GeoWorld

Prehistoric Arizona

Prehistory

Geology & Fossils

The Grand Canyon State is the only state nicknamed for a canyon. Carved by the Colorado River, the Grand Canyon, which forms part of Arizona’s northern border, is the ultimate symbol of the Colorado Plateau.

As you probably know, the Colorado Plateau is famous for its fossils. Two other geological regions converge in Arizona the Basin and Range, and central highlands.

Yet Arizona isn’t as famous for fossils as other states in the West. This is largely because most fossil-bearing rocks in Arizona are older than the larger dinosaurs, the superstars of paleontology. Still, Arizona does boast a fabulous variety of fossils, from the trilobite trackways in the Grand Canyon in the north to the rudistid molluscs in the deep south at Pauls Spur.

Triassic Forests

One of the most famous fossil sites in the world is Arizona’s Petrified Forest National Park, a badlands carved out of the Colorado Plateau. The park is best known for the famous rainbow-hued fossilized wood that was adopted as Arizona’s state fossil.

But fossils of many other creatures that lived about 225 million years ago during the Triassic Period have also been found in Petrified Forest National Park. This was an age of great experiments, when bizarre animals evolved into dinosaurs or mammals or simply died out, leaving no descendants. Whimsical scientists have even coined such names as cowturtles, swinelizards, possumlizards, owliguanas, gatorlizards and wolf-crocodiles (a scary combination!). (Noting their close relationship with both birds and reptiles, one writer notes that early dinosaurs themselves might be called jaylizards.)

Other notable Arizona fossil sites include Christopher Creek and the Elephant Hill trackway. Christopher Creek is known for its strawberry-colored brachiopods (clam-like bivalves). They are probably reddish because of the iron in the sediments in which they were preserved.

The Ice Age Meets the Space Age

The Elephant Hill trackways preserves the tracks of mastodons, a camel, sloths and what may be a mountain lion. They are said to be some of the best preserved tracks of their kind in the United States.

One unusual Arizona fossil site has contributed greatly to our understanding of the extinction of the dinosaurs. It’s a meteor crater, known as the Barringer Meteor Crater, or simply “Meteor Crater.” (Technically, it should be called a Meteorite Crater.)

It might be scarcely noticeable in a tropical rain forest or high in some rugged mountain landscape. But Arizona’s meteor crater is exposed like an open wound on a limestone desert plain, stretching almost a mile across and nearly 600 feet deep. When Europeans first discovered the crater, over 30 tons of meteoritic iron lie scattered about the surrounding plain.

It is the best preserved meteor crater on Earth, even though people didn’t at first know what caused it. Scientists later studied the crater, which contributed greatly to our knowledge of the visitors from outer space we now know have visited Earth throughout history. Perhaps the most shocking revelation about Arizona’s meteor crater is its age: It struck Earth just 50,000 years ago!

Considering that the first hard-shelled animals evolved half a billion years ago (that’s 500,000,000), 50,000 years is but a blink of an eye.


Please retype all the records below exactly as they read.

##### Supplied data

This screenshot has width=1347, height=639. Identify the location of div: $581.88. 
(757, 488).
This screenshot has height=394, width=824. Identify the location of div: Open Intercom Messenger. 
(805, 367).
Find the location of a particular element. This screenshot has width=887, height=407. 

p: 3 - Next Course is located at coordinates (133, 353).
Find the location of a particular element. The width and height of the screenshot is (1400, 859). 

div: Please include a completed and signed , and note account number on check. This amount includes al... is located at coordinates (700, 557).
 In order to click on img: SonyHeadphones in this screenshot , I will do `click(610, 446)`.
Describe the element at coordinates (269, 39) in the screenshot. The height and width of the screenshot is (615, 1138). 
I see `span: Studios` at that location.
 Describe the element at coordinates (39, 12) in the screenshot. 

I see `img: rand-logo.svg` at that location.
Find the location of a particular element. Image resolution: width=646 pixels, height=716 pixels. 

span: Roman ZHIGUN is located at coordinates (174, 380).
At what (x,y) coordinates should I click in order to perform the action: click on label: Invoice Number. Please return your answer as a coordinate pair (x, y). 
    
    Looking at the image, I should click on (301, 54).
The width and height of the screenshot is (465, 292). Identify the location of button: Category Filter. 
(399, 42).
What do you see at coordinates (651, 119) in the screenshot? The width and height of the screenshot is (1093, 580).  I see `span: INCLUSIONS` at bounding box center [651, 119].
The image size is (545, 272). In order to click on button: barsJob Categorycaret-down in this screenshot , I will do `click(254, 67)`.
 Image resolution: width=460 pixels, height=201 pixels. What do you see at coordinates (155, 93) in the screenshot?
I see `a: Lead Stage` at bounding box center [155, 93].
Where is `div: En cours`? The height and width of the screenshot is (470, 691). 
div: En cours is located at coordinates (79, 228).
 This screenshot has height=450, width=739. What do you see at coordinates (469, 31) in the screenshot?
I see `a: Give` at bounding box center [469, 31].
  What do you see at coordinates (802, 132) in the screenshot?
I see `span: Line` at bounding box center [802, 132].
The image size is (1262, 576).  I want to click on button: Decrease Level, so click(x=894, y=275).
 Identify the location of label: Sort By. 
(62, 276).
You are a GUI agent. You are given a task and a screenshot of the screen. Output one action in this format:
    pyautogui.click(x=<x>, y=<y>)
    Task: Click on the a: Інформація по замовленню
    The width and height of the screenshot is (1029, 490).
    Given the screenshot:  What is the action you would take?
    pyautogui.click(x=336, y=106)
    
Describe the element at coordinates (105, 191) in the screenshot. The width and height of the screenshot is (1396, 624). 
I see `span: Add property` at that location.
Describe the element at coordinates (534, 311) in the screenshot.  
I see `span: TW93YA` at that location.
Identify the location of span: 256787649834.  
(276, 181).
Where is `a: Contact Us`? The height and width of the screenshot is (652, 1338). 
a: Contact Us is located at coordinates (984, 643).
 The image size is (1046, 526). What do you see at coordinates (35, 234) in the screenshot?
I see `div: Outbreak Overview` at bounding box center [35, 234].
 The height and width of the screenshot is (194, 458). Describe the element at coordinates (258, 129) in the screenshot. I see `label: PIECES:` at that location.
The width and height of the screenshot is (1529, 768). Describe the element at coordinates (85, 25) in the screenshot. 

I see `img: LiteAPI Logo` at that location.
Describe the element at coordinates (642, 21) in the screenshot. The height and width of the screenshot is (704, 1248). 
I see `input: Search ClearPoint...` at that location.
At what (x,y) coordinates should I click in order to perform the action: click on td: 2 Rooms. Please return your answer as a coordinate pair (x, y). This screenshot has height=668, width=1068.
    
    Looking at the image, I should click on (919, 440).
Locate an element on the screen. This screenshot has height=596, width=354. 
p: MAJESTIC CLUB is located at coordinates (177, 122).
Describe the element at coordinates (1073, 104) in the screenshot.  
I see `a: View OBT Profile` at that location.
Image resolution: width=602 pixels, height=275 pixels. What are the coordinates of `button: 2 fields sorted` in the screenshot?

##########

**Exercise response**
This screenshot has width=1347, height=639. Identify the location of div: $581.88. 
(757, 488).
This screenshot has height=394, width=824. Identify the location of div: Open Intercom Messenger. 
(805, 367).
Find the location of a particular element. This screenshot has width=887, height=407. 

p: 3 - Next Course is located at coordinates (133, 353).
Find the location of a particular element. The width and height of the screenshot is (1400, 859). 

div: Please include a completed and signed , and note account number on check. This amount includes al... is located at coordinates (700, 557).
 In order to click on img: SonyHeadphones in this screenshot , I will do `click(610, 446)`.
Describe the element at coordinates (269, 39) in the screenshot. The height and width of the screenshot is (615, 1138). 
I see `span: Studios` at that location.
 Describe the element at coordinates (39, 12) in the screenshot. 

I see `img: rand-logo.svg` at that location.
Find the location of a particular element. Image resolution: width=646 pixels, height=716 pixels. 

span: Roman ZHIGUN is located at coordinates (174, 380).
At what (x,y) coordinates should I click in order to perform the action: click on label: Invoice Number. Please return your answer as a coordinate pair (x, y). 
    
    Looking at the image, I should click on (301, 54).
The width and height of the screenshot is (465, 292). Identify the location of button: Category Filter. 
(399, 42).
What do you see at coordinates (651, 119) in the screenshot? The width and height of the screenshot is (1093, 580).  I see `span: INCLUSIONS` at bounding box center [651, 119].
The image size is (545, 272). In order to click on button: barsJob Categorycaret-down in this screenshot , I will do `click(254, 67)`.
 Image resolution: width=460 pixels, height=201 pixels. What do you see at coordinates (155, 93) in the screenshot?
I see `a: Lead Stage` at bounding box center [155, 93].
Where is `div: En cours`? The height and width of the screenshot is (470, 691). 
div: En cours is located at coordinates (79, 228).
 This screenshot has height=450, width=739. What do you see at coordinates (469, 31) in the screenshot?
I see `a: Give` at bounding box center [469, 31].
  What do you see at coordinates (802, 132) in the screenshot?
I see `span: Line` at bounding box center [802, 132].
The image size is (1262, 576).  I want to click on button: Decrease Level, so click(x=894, y=275).
 Identify the location of label: Sort By. 
(62, 276).
You are a GUI agent. You are given a task and a screenshot of the screen. Output one action in this format:
    pyautogui.click(x=<x>, y=<y>)
    Task: Click on the a: Інформація по замовленню
    The width and height of the screenshot is (1029, 490).
    Given the screenshot:  What is the action you would take?
    pyautogui.click(x=336, y=106)
    
Describe the element at coordinates (105, 191) in the screenshot. The width and height of the screenshot is (1396, 624). 
I see `span: Add property` at that location.
Describe the element at coordinates (534, 311) in the screenshot.  
I see `span: TW93YA` at that location.
Identify the location of span: 256787649834.  
(276, 181).
Where is `a: Contact Us`? The height and width of the screenshot is (652, 1338). 
a: Contact Us is located at coordinates (984, 643).
 The image size is (1046, 526). What do you see at coordinates (35, 234) in the screenshot?
I see `div: Outbreak Overview` at bounding box center [35, 234].
 The height and width of the screenshot is (194, 458). Describe the element at coordinates (258, 129) in the screenshot. I see `label: PIECES:` at that location.
The width and height of the screenshot is (1529, 768). Describe the element at coordinates (85, 25) in the screenshot. 

I see `img: LiteAPI Logo` at that location.
Describe the element at coordinates (642, 21) in the screenshot. The height and width of the screenshot is (704, 1248). 
I see `input: Search ClearPoint...` at that location.
At what (x,y) coordinates should I click in order to perform the action: click on td: 2 Rooms. Please return your answer as a coordinate pair (x, y). This screenshot has height=668, width=1068.
    
    Looking at the image, I should click on (919, 440).
Locate an element on the screen. This screenshot has height=596, width=354. 
p: MAJESTIC CLUB is located at coordinates (177, 122).
Describe the element at coordinates (1073, 104) in the screenshot.  
I see `a: View OBT Profile` at that location.
Image resolution: width=602 pixels, height=275 pixels. What are the coordinates of `button: 2 fields sorted` in the screenshot?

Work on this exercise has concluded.